Hackin and others, Nouvelles
Deonna,
Delos, XVIII, 1938, pp. 235ff. Pritchett, Hesperia, XXV, 1956, pp. 210ff. (on the furniture cited in inscriptions).
E.
CHAPTER
G. Budde, Armarium und Kipcoro:, Ein Beitrag t^iir Geschichte des antiken Mobiliars, 1940.

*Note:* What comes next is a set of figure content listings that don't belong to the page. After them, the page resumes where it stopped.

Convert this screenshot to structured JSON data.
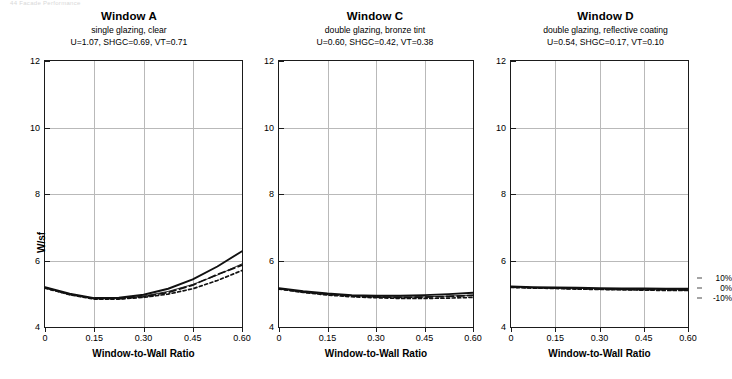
{
  "running_head": "44  Facade Performance",
  "axes": {
    "y_label": "W/sf",
    "y_ticks": [
      "4",
      "6",
      "8",
      "10",
      "12"
    ],
    "y_tick_values": [
      4,
      6,
      8,
      10,
      12
    ],
    "x_label": "Window-to-Wall Ratio",
    "x_ticks": [
      "0",
      "0.15",
      "0.30",
      "0.45",
      "0.60"
    ],
    "x_tick_values": [
      0,
      0.15,
      0.3,
      0.45,
      0.6
    ]
  },
  "legend": {
    "items": [
      {
        "label": "10%"
      },
      {
        "label": "0%"
      },
      {
        "label": "-10%"
      }
    ]
  },
  "panels": [
    {
      "title": "Window A",
      "subtitle": "single glazing, clear",
      "properties": "U=1.07, SHGC=0.69, VT=0.71"
    },
    {
      "title": "Window C",
      "subtitle": "double glazing, bronze tint",
      "properties": "U=0.60, SHGC=0.42, VT=0.38"
    },
    {
      "title": "Window D",
      "subtitle": "double glazing, reflective coating",
      "properties": "U=0.54, SHGC=0.17, VT=0.10"
    }
  ],
  "chart_data": {
    "type": "line",
    "xlabel": "Window-to-Wall Ratio",
    "ylabel": "W/sf",
    "xlim": [
      0,
      0.6
    ],
    "ylim": [
      4,
      12
    ],
    "grid": true,
    "legend_position": "right-outside",
    "x": [
      0,
      0.075,
      0.15,
      0.225,
      0.3,
      0.375,
      0.45,
      0.525,
      0.6
    ],
    "panels": [
      {
        "name": "Window A",
        "subtitle": "single glazing, clear",
        "properties": "U=1.07, SHGC=0.69, VT=0.71",
        "series": [
          {
            "name": "10%",
            "style": "solid-thick",
            "values": [
              5.2,
              5.0,
              4.87,
              4.88,
              4.97,
              5.15,
              5.43,
              5.82,
              6.28
            ]
          },
          {
            "name": "0%",
            "style": "solid-thin",
            "values": [
              5.19,
              4.99,
              4.86,
              4.86,
              4.93,
              5.07,
              5.28,
              5.56,
              5.9
            ]
          },
          {
            "name": "-10%",
            "style": "long-dash",
            "values": [
              5.18,
              4.98,
              4.85,
              4.85,
              4.91,
              5.04,
              5.26,
              5.58,
              5.86
            ]
          },
          {
            "name": "-10% alt",
            "style": "short-dash",
            "values": [
              5.17,
              4.97,
              4.84,
              4.84,
              4.89,
              4.99,
              5.15,
              5.4,
              5.7
            ]
          }
        ]
      },
      {
        "name": "Window C",
        "subtitle": "double glazing, bronze tint",
        "properties": "U=0.60, SHGC=0.42, VT=0.38",
        "series": [
          {
            "name": "10%",
            "style": "solid-thick",
            "values": [
              5.17,
              5.08,
              5.01,
              4.96,
              4.94,
              4.94,
              4.96,
              4.99,
              5.03
            ]
          },
          {
            "name": "0%",
            "style": "solid-thin",
            "values": [
              5.16,
              5.06,
              4.99,
              4.94,
              4.91,
              4.9,
              4.91,
              4.93,
              4.96
            ]
          },
          {
            "name": "-10%",
            "style": "long-dash",
            "values": [
              5.15,
              5.05,
              4.98,
              4.93,
              4.9,
              4.89,
              4.9,
              4.92,
              4.95
            ]
          },
          {
            "name": "-10% alt",
            "style": "short-dash",
            "values": [
              5.14,
              5.04,
              4.96,
              4.91,
              4.88,
              4.86,
              4.86,
              4.87,
              4.89
            ]
          }
        ]
      },
      {
        "name": "Window D",
        "subtitle": "double glazing, reflective coating",
        "properties": "U=0.54, SHGC=0.17, VT=0.10",
        "series": [
          {
            "name": "10%",
            "style": "solid-thick",
            "values": [
              5.22,
              5.2,
              5.19,
              5.18,
              5.17,
              5.16,
              5.16,
              5.15,
              5.15
            ]
          },
          {
            "name": "0%",
            "style": "solid-thin",
            "values": [
              5.21,
              5.19,
              5.18,
              5.16,
              5.15,
              5.14,
              5.14,
              5.13,
              5.13
            ]
          },
          {
            "name": "-10%",
            "style": "long-dash",
            "values": [
              5.2,
              5.18,
              5.17,
              5.15,
              5.14,
              5.13,
              5.12,
              5.12,
              5.11
            ]
          },
          {
            "name": "-10% alt",
            "style": "short-dash",
            "values": [
              5.19,
              5.17,
              5.16,
              5.14,
              5.13,
              5.12,
              5.11,
              5.1,
              5.1
            ]
          }
        ]
      }
    ]
  }
}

Neugebauer and Greifenhagen, Delische Betten, Ath. Mitt., LVii, 1952, pp. 29 ff. Ohly, Ath. Mitt., LXVlll, 1953, pp. 89ff.
in
Cyprus, 1952. recherches
archeologiques a Begram,
Coche de
la
pp. 131
ff.
1954, pp. 95 ff. Ferte, Mon. Plot, XLV, 1956,
Roman Glass from dated finds, 1957. G. Davidson Weinberg, articles in recent numbers of A.f.A., Hesperia, fournal
Isings,
of Glass Studies, The Corning
Museum
of
Glass.
Piccot-Boube, Les lits de bronze de Mauretanie Tingitane, Bulletin d'Archeologie
Marocaine, IV, I960, pp. 189ff.
CHAPTER
CHAPTER
13
15
Ornament
Textiles Bliimner, Technologie und Terminologie, I, 1875, pp. 89 ff. Stcphani, Comptes rendus de la Commission imperialc archeologique, 1878-79, pp. 3, iv, v, 2-3 (on Crimea). Minns, Scythians and Greeks, 1913, pp.
120ff., Atlas, pis.
textiles
found
Ill,
in the
335 ff. Bicber, Griechische Kleidung, 1928, pp.
1 ff.
Ricgl, Stilfragen, Grundlegung ^u einer Geschichte der Ornament ik, 1893. Conze, Attische Grabreliefs, 1893-1922.
Walters,
Ancient Pottery,
II,
1905,
pp.
209 ff. Jacobsthal, Ornamente griechischer Vasen, 1927.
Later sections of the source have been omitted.